24. September 2015 · Comments Off on Throwback · Categories: NMM.Trajectory.

Muriel hands me the phone.  It’s Howie.

Who?

Doreen!  I’m Howie.   You know, your cousin’s cousin?

Oh of course!  What a surprise!

Never thought I would get a call from him, of all people.

When I was still in high school, he was at a college in New York.  It was from his letters and the music records he sent our cousin that we got the latest raves and college fads.

I love you a bushel and a peck, a bushel and a peck and a hug around the neck, a hug around the neck and a barrel and a heap, barrel and a heap and I’m talking in my sleep about you, about you…

Funny how a voice on the phone can evoke a catchy song heard years and years ago.

Howie is doing a stint as city editor at a Pittsburgh newspaper.   There he saw a photo of me dancing with a young man in an ad for a school benefit.

I meet his wife Lana and their infant son at their apartment.

Talking about college life, I say I am not doing as much dancing as you might think from that photo.  I posed for that ad with someone I didn’t know, to benefit a student organization I don’t even belong to.  They asked, and I was just doing my bit.   Truth is I have very little time for dances.

I tell them that I was at a girls’ college in Ohio where I had a four-year scholarship.  There I had all the time I needed to keep up with my courses as well as big sister luncheons and daisy chains and performing with my choral group.  The college was fine, but there were other, personal reasons that made me suddenly decide to transfer.

It was too late in the year to apply for a new scholarship at this university.   Now I’m working my way through.   I stay with friends in the suburbs, and I work as a part-time waitress.

Howie rolls his eyes.   Working as a waitress?   Don’t you know that you have to die first?

That is a throwback question from a world so remote to me now it may as well be the Byzantine Empire.

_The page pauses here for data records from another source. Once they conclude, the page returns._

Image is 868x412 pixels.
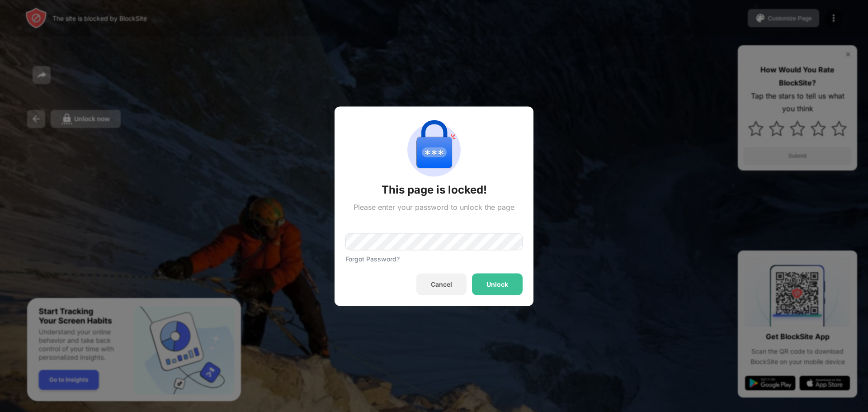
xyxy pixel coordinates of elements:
div: Forgot Password? [345,254,399,262]
img: password-protection.svg [402,117,466,182]
div: Cancel [431,280,452,287]
div: This page is locked! [382,182,487,197]
div: Please enter your password to unlock the page [354,202,514,211]
div: Unlock [486,280,508,287]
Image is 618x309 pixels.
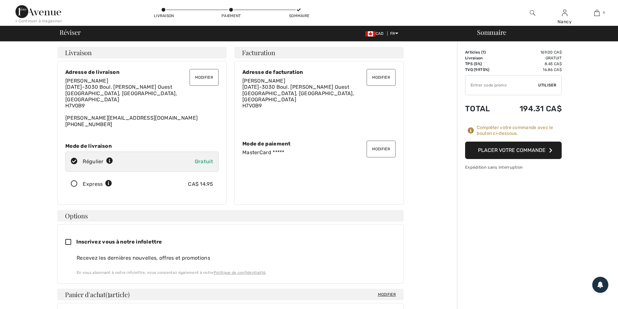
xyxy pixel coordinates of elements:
[154,13,173,19] div: Livraison
[190,69,219,86] button: Modifier
[470,29,615,35] div: Sommaire
[595,9,600,17] img: Mon panier
[108,289,110,298] span: 1
[289,13,309,19] div: Sommaire
[501,98,562,119] td: 194.31 CA$
[501,49,562,55] td: 169.00 CA$
[76,238,162,244] span: Inscrivez vous à notre infolettre
[77,254,396,262] div: Recevez les dernières nouvelles, offres et promotions
[243,69,396,75] div: Adresse de facturation
[106,290,130,298] span: ( article)
[501,67,562,72] td: 16.86 CA$
[65,69,219,75] div: Adresse de livraison
[465,164,562,170] div: Expédition sans interruption
[465,67,501,72] td: TVQ (9.975%)
[581,9,613,17] a: 1
[390,31,398,36] span: FR
[501,55,562,61] td: Gratuit
[549,18,581,25] div: Nancy
[378,291,396,297] span: Modifier
[242,49,275,56] span: Facturation
[243,140,396,147] div: Mode de paiement
[465,49,501,55] td: Articles ( )
[243,78,285,84] span: [PERSON_NAME]
[466,75,539,95] input: Code promo
[15,5,61,18] img: 1ère Avenue
[222,13,241,19] div: Paiement
[65,143,219,149] div: Mode de livraison
[603,10,605,16] span: 1
[465,98,501,119] td: Total
[465,55,501,61] td: Livraison
[77,269,396,275] div: En vous abonnant à notre infolettre, vous consentez également à notre .
[483,50,485,54] span: 1
[367,140,396,157] button: Modifier
[501,61,562,67] td: 8.45 CA$
[366,31,376,36] img: Canadian Dollar
[465,141,562,159] button: Placer votre commande
[65,49,92,56] span: Livraison
[530,9,536,17] img: recherche
[366,31,387,36] span: CAD
[65,78,108,84] span: [PERSON_NAME]
[562,9,568,17] img: Mes infos
[562,10,568,16] a: Se connecter
[65,84,177,109] span: [DATE]-3030 Boul. [PERSON_NAME] Ouest [GEOGRAPHIC_DATA], [GEOGRAPHIC_DATA], [GEOGRAPHIC_DATA] H7V0B9
[367,69,396,86] button: Modifier
[60,29,81,35] span: Réviser
[83,180,112,188] div: Express
[539,82,557,88] span: Utiliser
[57,288,404,300] h4: Panier d'achat
[477,125,562,136] div: Compléter votre commande avec le bouton ci-dessous.
[57,210,404,221] h4: Options
[214,270,266,274] a: Politique de confidentialité
[243,84,354,109] span: [DATE]-3030 Boul. [PERSON_NAME] Ouest [GEOGRAPHIC_DATA], [GEOGRAPHIC_DATA], [GEOGRAPHIC_DATA] H7V0B9
[83,158,113,165] div: Régulier
[15,18,62,24] div: < Continuer à magasiner
[465,61,501,67] td: TPS (5%)
[195,158,213,164] span: Gratuit
[188,180,213,188] div: CA$ 14.95
[65,78,219,127] div: [PERSON_NAME][EMAIL_ADDRESS][DOMAIN_NAME] [PHONE_NUMBER]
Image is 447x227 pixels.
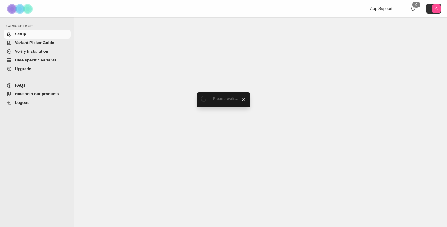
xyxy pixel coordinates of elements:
a: Upgrade [4,65,71,73]
span: Hide specific variants [15,58,56,62]
text: C [435,7,438,11]
a: 0 [410,6,416,12]
span: Upgrade [15,66,31,71]
span: Verify Installation [15,49,48,54]
span: Logout [15,100,29,105]
span: Variant Picker Guide [15,40,54,45]
span: Avatar with initials C [432,4,441,13]
a: Logout [4,98,71,107]
span: Hide sold out products [15,92,59,96]
div: 0 [412,2,420,8]
a: Hide sold out products [4,90,71,98]
img: Camouflage [5,0,36,17]
button: Avatar with initials C [426,4,441,14]
a: FAQs [4,81,71,90]
a: Hide specific variants [4,56,71,65]
span: FAQs [15,83,25,88]
a: Setup [4,30,71,38]
span: App Support [370,6,392,11]
a: Verify Installation [4,47,71,56]
span: Please wait... [213,96,238,101]
a: Variant Picker Guide [4,38,71,47]
span: CAMOUFLAGE [6,24,71,29]
span: Setup [15,32,26,36]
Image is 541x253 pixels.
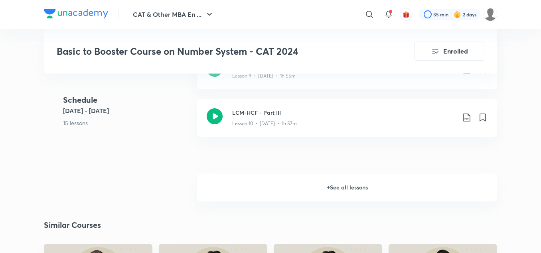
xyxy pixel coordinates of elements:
[403,11,410,18] img: avatar
[414,41,484,61] button: Enrolled
[44,9,108,18] img: Company Logo
[484,8,497,21] img: subham agarwal
[44,9,108,20] a: Company Logo
[400,8,413,21] button: avatar
[63,106,191,115] h5: [DATE] - [DATE]
[232,108,456,117] h3: LCM-HCF - Part III
[128,6,219,22] button: CAT & Other MBA En ...
[197,173,497,201] h6: + See all lessons
[453,10,461,18] img: streak
[44,219,101,231] h2: Similar Courses
[197,51,497,99] a: LCM-HCF - Part II & Doubt Clearing SessionLesson 9 • [DATE] • 1h 55m
[57,45,369,57] h3: Basic to Booster Course on Number System - CAT 2024
[232,72,296,79] p: Lesson 9 • [DATE] • 1h 55m
[63,119,191,127] p: 15 lessons
[232,120,297,127] p: Lesson 10 • [DATE] • 1h 57m
[63,94,191,106] h4: Schedule
[197,99,497,146] a: LCM-HCF - Part IIILesson 10 • [DATE] • 1h 57m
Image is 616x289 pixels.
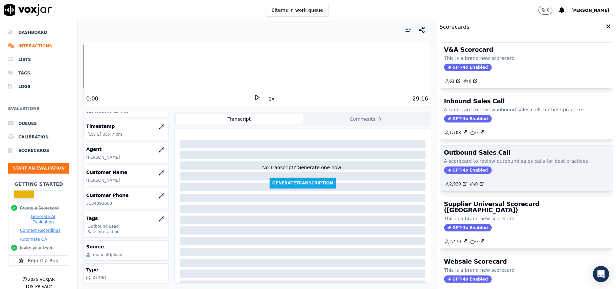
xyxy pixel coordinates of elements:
button: Connect Recordings [20,228,61,233]
h3: Agent [86,146,166,153]
img: voxjar logo [4,4,52,16]
div: Open Intercom Messenger [593,266,609,282]
h3: Outbound Sales Call [444,149,609,156]
button: [PERSON_NAME] [571,6,616,14]
button: Automate QA [20,236,47,242]
span: 0 [377,116,383,122]
h2: Getting Started [14,181,63,187]
div: Scorecards [437,20,616,34]
a: 0 [470,181,484,187]
h3: Timestamp [86,123,166,130]
span: GPT-4o Enabled [444,275,492,283]
a: Interactions [8,39,69,53]
a: Tags [8,66,69,80]
h3: Customer Phone [86,192,166,198]
a: Logs [8,80,69,93]
button: Comments [303,114,430,124]
a: 1,708 [444,130,467,135]
a: Calibration [8,130,69,144]
h3: Customer Name [86,169,166,176]
div: AUDIO [93,275,106,280]
p: This is a brand new scorecard [444,55,609,62]
p: This is a brand new scorecard [444,266,609,273]
button: Invite your team [20,245,53,251]
h6: Evaluations [8,104,69,117]
h3: Source [86,243,166,250]
button: 1,708 [444,130,470,135]
span: GPT-4o Enabled [444,166,492,174]
p: This is a brand new scorecard [444,215,609,222]
button: 0 [538,6,553,15]
button: Report a Bug [8,255,69,265]
div: 0:00 [86,95,98,103]
a: Queues [8,117,69,130]
h3: Websale Scorecard [444,258,609,264]
button: 0items in work queue [266,4,329,17]
p: 2025 Voxjar [28,277,55,282]
span: GPT-4o Enabled [444,64,492,71]
h3: Tags [86,215,166,221]
p: Outbound Lead [88,224,166,229]
h3: V&A Scorecard [444,47,609,53]
button: 1x [267,94,276,103]
a: Lists [8,53,69,66]
span: [PERSON_NAME] [571,8,609,13]
p: A scorecard to review inbound sales calls for best practices [444,106,609,113]
p: A scorecard to review outbound sales calls for best practices [444,158,609,164]
div: No Transcript? Generate one now! [262,164,343,178]
a: 61 [444,78,461,84]
button: 2,929 [444,181,470,187]
button: Create a Scorecard [20,205,59,211]
span: GPT-4o Enabled [444,115,492,122]
a: 0 [470,239,484,244]
h3: Supplier Universal Scorecard ([GEOGRAPHIC_DATA]) [444,201,609,213]
button: 61 [444,78,463,84]
a: 2,929 [444,181,467,187]
a: 0 [470,130,484,135]
button: 2,470 [444,239,470,244]
p: [PERSON_NAME] [86,155,166,160]
a: Scorecards [8,144,69,157]
button: GenerateTranscription [270,178,336,188]
button: Generate AI Evaluation [20,214,66,225]
p: [PERSON_NAME] [86,178,166,183]
a: 0 [463,78,477,84]
p: 0 [547,7,549,13]
div: 29:16 [412,95,428,103]
p: [DATE] 05:47 pm [88,132,166,137]
h3: Type [86,266,166,273]
p: 5134393660 [86,201,166,206]
span: GPT-4o Enabled [444,224,492,231]
button: 0 [538,6,559,15]
div: manualUpload [93,252,122,257]
a: Dashboard [8,26,69,39]
a: 2,470 [444,239,467,244]
p: Sale Interaction [88,229,166,234]
button: Start an Evaluation [8,163,69,173]
h3: Inbound Sales Call [444,98,609,104]
button: Transcript [176,114,303,124]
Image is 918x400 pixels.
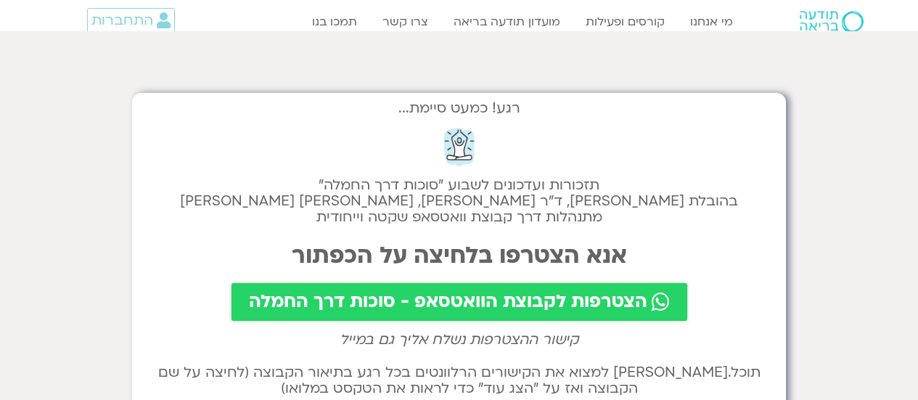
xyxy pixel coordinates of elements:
[683,8,741,36] a: מי אנחנו
[147,364,772,396] h2: תוכל.[PERSON_NAME] למצוא את הקישורים הרלוונטים בכל רגע בתיאור הקבוצה (לחיצה על שם הקבוצה ואז על ״...
[147,177,772,225] h2: תזכורות ועדכונים לשבוע "סוכות דרך החמלה" בהובלת [PERSON_NAME], ד״ר [PERSON_NAME], [PERSON_NAME] [...
[305,8,364,36] a: תמכו בנו
[91,12,153,28] span: התחברות
[147,332,772,348] h2: קישור ההצטרפות נשלח אליך גם במייל
[800,11,864,33] img: תודעה בריאה
[147,242,772,269] h2: אנא הצטרפו בלחיצה על הכפתור
[232,283,688,321] a: הצטרפות לקבוצת הוואטסאפ - סוכות דרך החמלה
[147,107,772,109] h2: רגע! כמעט סיימת...
[446,8,568,36] a: מועדון תודעה בריאה
[375,8,436,36] a: צרו קשר
[87,8,175,33] a: התחברות
[249,292,648,312] span: הצטרפות לקבוצת הוואטסאפ - סוכות דרך החמלה
[579,8,672,36] a: קורסים ופעילות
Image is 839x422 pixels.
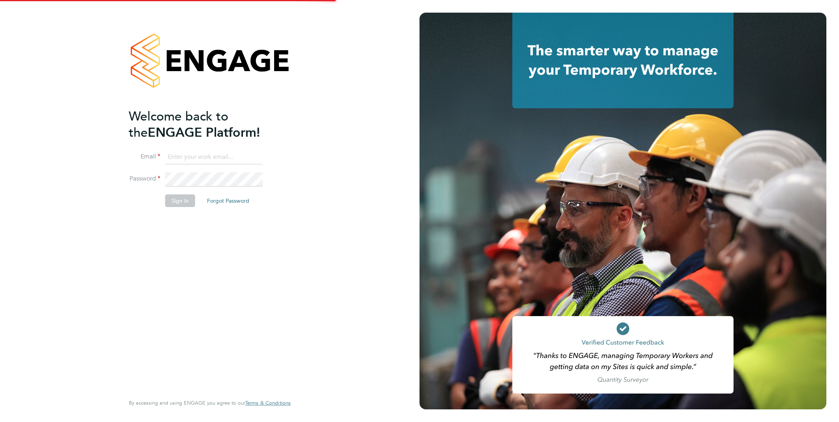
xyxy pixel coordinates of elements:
span: Terms & Conditions [245,399,291,406]
label: Email [129,152,160,161]
button: Forgot Password [201,194,255,207]
h2: ENGAGE Platform! [129,108,283,141]
span: Welcome back to the [129,109,228,140]
a: Terms & Conditions [245,400,291,406]
button: Sign In [165,194,195,207]
span: By accessing and using ENGAGE you agree to our [129,399,291,406]
input: Enter your work email... [165,150,263,164]
label: Password [129,174,160,183]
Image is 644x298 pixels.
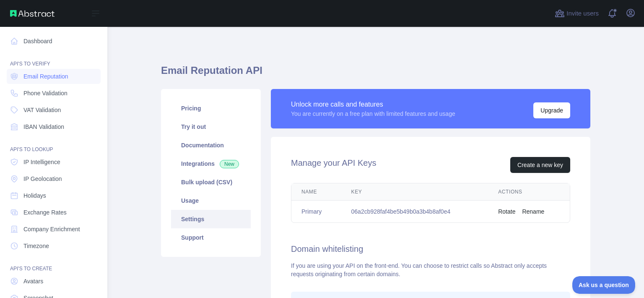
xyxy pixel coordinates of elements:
iframe: Toggle Customer Support [572,276,636,294]
th: Name [291,183,341,201]
button: Create a new key [510,157,571,173]
button: Rotate [498,207,515,216]
a: Settings [171,210,251,228]
span: Exchange Rates [23,208,67,217]
a: Bulk upload (CSV) [171,173,251,191]
span: IP Intelligence [23,158,60,166]
a: Phone Validation [7,85,101,101]
a: IBAN Validation [7,119,101,134]
a: VAT Validation [7,102,101,118]
a: Holidays [7,188,101,203]
span: VAT Validation [23,106,61,114]
span: Avatars [23,277,43,285]
a: IP Geolocation [7,171,101,186]
span: Holidays [23,191,46,199]
span: Phone Validation [23,89,67,97]
span: IP Geolocation [23,174,62,183]
div: Unlock more calls and features [291,100,455,109]
a: Pricing [171,99,251,118]
button: Invite users [553,7,600,20]
a: Avatars [7,274,101,288]
a: IP Intelligence [7,155,101,170]
a: Email Reputation [7,69,101,84]
div: API'S TO LOOKUP [7,136,101,153]
th: Actions [488,183,570,201]
th: Key [341,183,489,201]
span: New [220,160,239,168]
img: Abstract API [10,10,54,17]
a: Exchange Rates [7,205,101,220]
span: Company Enrichment [23,225,80,234]
div: If you are using your API on the front-end. You can choose to restrict calls so Abstract only acc... [291,262,571,278]
h2: Manage your API Keys [291,157,376,173]
span: Email Reputation [23,72,69,81]
a: Documentation [171,136,251,155]
td: Primary [291,201,341,223]
button: Upgrade [534,102,571,118]
td: 06a2cb928faf4be5b49b0a3b4b8af0e4 [341,201,489,223]
h2: Domain whitelisting [291,243,571,254]
span: Timezone [23,242,49,250]
a: Support [171,228,251,247]
span: IBAN Validation [23,122,64,131]
button: Rename [522,207,544,216]
div: API'S TO VERIFY [7,50,101,67]
span: Invite users [566,9,599,19]
h1: Email Reputation API [161,64,590,84]
a: Integrations New [171,155,251,173]
a: Company Enrichment [7,222,101,236]
div: You are currently on a free plan with limited features and usage [291,109,455,118]
div: API'S TO CREATE [7,255,101,272]
a: Timezone [7,238,101,253]
a: Try it out [171,118,251,136]
a: Dashboard [7,33,101,49]
a: Usage [171,191,251,210]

Howie is teasing.   This is insiders’ gallows humor.   We laugh hard.   And yet, we are still whistling past a graveyard.

We knew only too well men who failed to save their businesses and fortunes and found the loss of face so devastating that they chose to kill themselves.  They thought it was more tolerable to leave their children to the charity of rich relatives.

I think of the first time I stood in a restaurant waiting to serve a customer.  By then I had done my share of serving meals at Grailville.   I took serving for granted.

But as I stood there, about to serve the public for pay, something rose up from my gut.   I knew instantly what it was.

Don’t you know you have to die first?

Gulp.

That was a gut reaction from the dark side of my upbringing.   It was like some secret buried treasure we knew when to dig up and use to save face at any cost.

I suppose everyone has a way out.   We just happen to have the pride and vainglory of old money buried deep.

But I am not that girl in my grandmother’s world anymore.  That throwback moment never happened again.

Listen, Howie, you were the first one to give me the idea that in the U.S.A. it is okay, even admirable, for anybody to do manual labor.  Remember how you said that lots of boys in your college worked like that?   I think you mentioned unloading trucks or something?

I guess he might have joined them for fun and maybe for being one of the guys.  Howie did not need money.  He is an heir to one of the largest fortunes in Hong Kong.

At the moment he does not seem to miss that grand lifestyle he always knew.  Their apartment is modest.

He says he is standing his ground in a family dispute.   Good for him.

When I tell Muriel that Howie is my second cousin from Hong Kong, she wants me to invite them for dinner.   Bring the baby, of course.

Muriel loves to meet people from foreign countries, but I can see that the prospect of having a baby to fuss over, even for one evening, excites her.

I don’t really want to invite Howie’s family.   What would they have in common with Muriel and Bill?  Besides, McKeesport is a little steel town quite a long drive from Pittsburgh.   I’m pretty sure they won’t come anyway.

Still, I promised Muriel that I would invite them.  So I ask Howie and Lana, but not before explaining that Muriel and Bill had lost a son and all that.  I even joke that Muriel’s cooking is similar to hospital food, and they should not come for the food.  I make it easy for them not to accept.

They accept.  They will bring their baby too.

I do what I can to help Muriel with the cooking while resigned to humming que sera, sera.

Actually, it all goes quite well.

Muriel carries the baby upstairs to the extra bedroom where she and Lana change and fuss over the little prince.   It makes Muriel’s day.

I even got rid of one or two misconceptions that I didn’t know I had about spoiled super-rich Hong Kong boys.

Afterwards Muriel says what a lovely couple.  Whatever keeps them apart from Howie’s family will be reconciled.   He is the only son, and now he has the only grandson.

You don’t have to read tea leaves to predict a felicitous outcome.

As Muriel foresaw, soon Howie’s father called him and said something like you’ve had enough fun, come home.